George Mitchell v. Finney Lock Seeds (1983;HL) [Reasonableness]


  • Denning discusses clauses and freedom of K. Goes over history of law in this area - he is trying to protect the consumer by imposing a reasonable standard.

  • Said courts used “secret weapons” to limit exclusion clauses:

  1. “True construction of contract”: courts used it to depart from natural meaning.

  2. “Fundamental breach”: courts said not allowed to apply limitation clauses against a breach that went to the very root of the K.

  • Securicor cases said that doctrine of FB no longer applicable (replaced by test of reasonableness) and made distinction between complete exclusion clauses (construe contra proferentum) and limitation clause (construe naturally).

  • What courts were really doing was only enforcing clauses they thought were fair and reasonable. Purpose is consumer protection but Denning gave examples about big companies not the ‘little man’. GM is wrong, not law in Canada until…Hunter, maybe.

Hunter Engineering v. Syncrude (1989;SCC)


  • D entered into K with P for gearboxes. K included warranty and excluded liability for damages for consequential loss of use arising from breach of K, fundamental or otherwise-gearboxes were defective and D sued for cost of repairs.
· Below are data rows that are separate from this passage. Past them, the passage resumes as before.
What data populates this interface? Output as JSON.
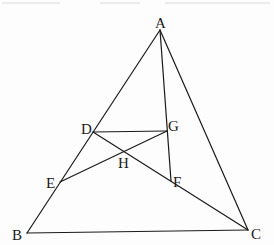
{
  "diagram": {
    "type": "geometry",
    "points": {
      "A": {
        "x": 160,
        "y": 30
      },
      "B": {
        "x": 27,
        "y": 233
      },
      "C": {
        "x": 248,
        "y": 230
      },
      "D": {
        "x": 93,
        "y": 132
      },
      "E": {
        "x": 60,
        "y": 182
      },
      "G": {
        "x": 167,
        "y": 131
      },
      "F": {
        "x": 171,
        "y": 181
      },
      "H": {
        "x": 124,
        "y": 152
      }
    },
    "labels": [
      {
        "id": "A",
        "text": "A",
        "x": 155,
        "y": 28
      },
      {
        "id": "B",
        "text": "B",
        "x": 12,
        "y": 240
      },
      {
        "id": "C",
        "text": "C",
        "x": 251,
        "y": 239
      },
      {
        "id": "D",
        "text": "D",
        "x": 81,
        "y": 134
      },
      {
        "id": "E",
        "text": "E",
        "x": 46,
        "y": 188
      },
      {
        "id": "G",
        "text": "G",
        "x": 168,
        "y": 131
      },
      {
        "id": "F",
        "text": "F",
        "x": 173,
        "y": 187
      },
      {
        "id": "H",
        "text": "H",
        "x": 118,
        "y": 168
      }
    ],
    "segments": [
      [
        "A",
        "B"
      ],
      [
        "B",
        "C"
      ],
      [
        "A",
        "C"
      ],
      [
        "A",
        "F"
      ],
      [
        "D",
        "G"
      ],
      [
        "D",
        "C"
      ],
      [
        "E",
        "G"
      ]
    ]
  }
}
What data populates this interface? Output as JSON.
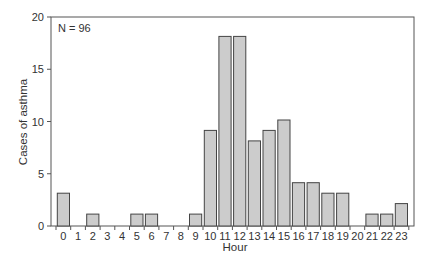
{
  "chart_data": {
    "type": "bar",
    "title": "",
    "xlabel": "Hour",
    "ylabel": "Cases of asthma",
    "annotation": "N = 96",
    "categories": [
      "0",
      "1",
      "2",
      "3",
      "4",
      "5",
      "6",
      "7",
      "8",
      "9",
      "10",
      "11",
      "12",
      "13",
      "14",
      "15",
      "16",
      "17",
      "18",
      "19",
      "20",
      "21",
      "22",
      "23"
    ],
    "values": [
      3,
      0,
      1,
      0,
      0,
      1,
      1,
      0,
      0,
      1,
      9,
      18,
      18,
      8,
      9,
      10,
      4,
      4,
      3,
      3,
      0,
      1,
      1,
      2
    ],
    "ylim": [
      0,
      20
    ],
    "yticks": [
      0,
      5,
      10,
      15,
      20
    ],
    "grid": false,
    "legend": null,
    "colors": {
      "bar_fill": "#cccccc",
      "bar_stroke": "#444444",
      "axis": "#555555"
    }
  }
}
At trial, Syncrude won for breach of statutory warranty and fundamental breach of K.

  • Majority (Dickson) unconscionablility: SCC adopted reasoning in Photo: is a matter of construction - interpret terms to determine exactly what parties agreed to.

  • Replaced doctrine of FB with rule that holds parties to terms of agreement provided terms are not unconscionable. Laid FB to rest - deal with unconscionability directly to protect weak from strong. In this case, clause should be enforced.

  • Dissent (Wilson): exclusion clauses should be considered within the entire context of K and deserve to be enforced; BUT when there is a FB is it fair and reasonable to allow party who breached to rely on protection of clause? – That is, they breached in the secure knowledge was no liability.

  • Courts must balance desire of allowing parties to make bargains and undesirability of enforcing bargains in favour of repudiating party.

  • Clauses should not automatically lose validity but should be given natural and true construction and then the court must decide whether to give effect to it in the context of a FB.

  • What is reasonable in light of what has occurred at outset (not reasonableness of clause).

  • Disagrees that doctrine of unconscionablitiy should be used as it is too narrow and as it is about inequality of bargaining power and there may be times when is equality and clause still should not apply. - unconscionability is a more uncertain tool.

  • In this case, nothing unfair or unreasonable so give effect to clause.

Notes


  • Probably no difference in application between Dickson’s and Wilson’s test.

  • Cases today still talk about FB and construction-Beaufort still being applied.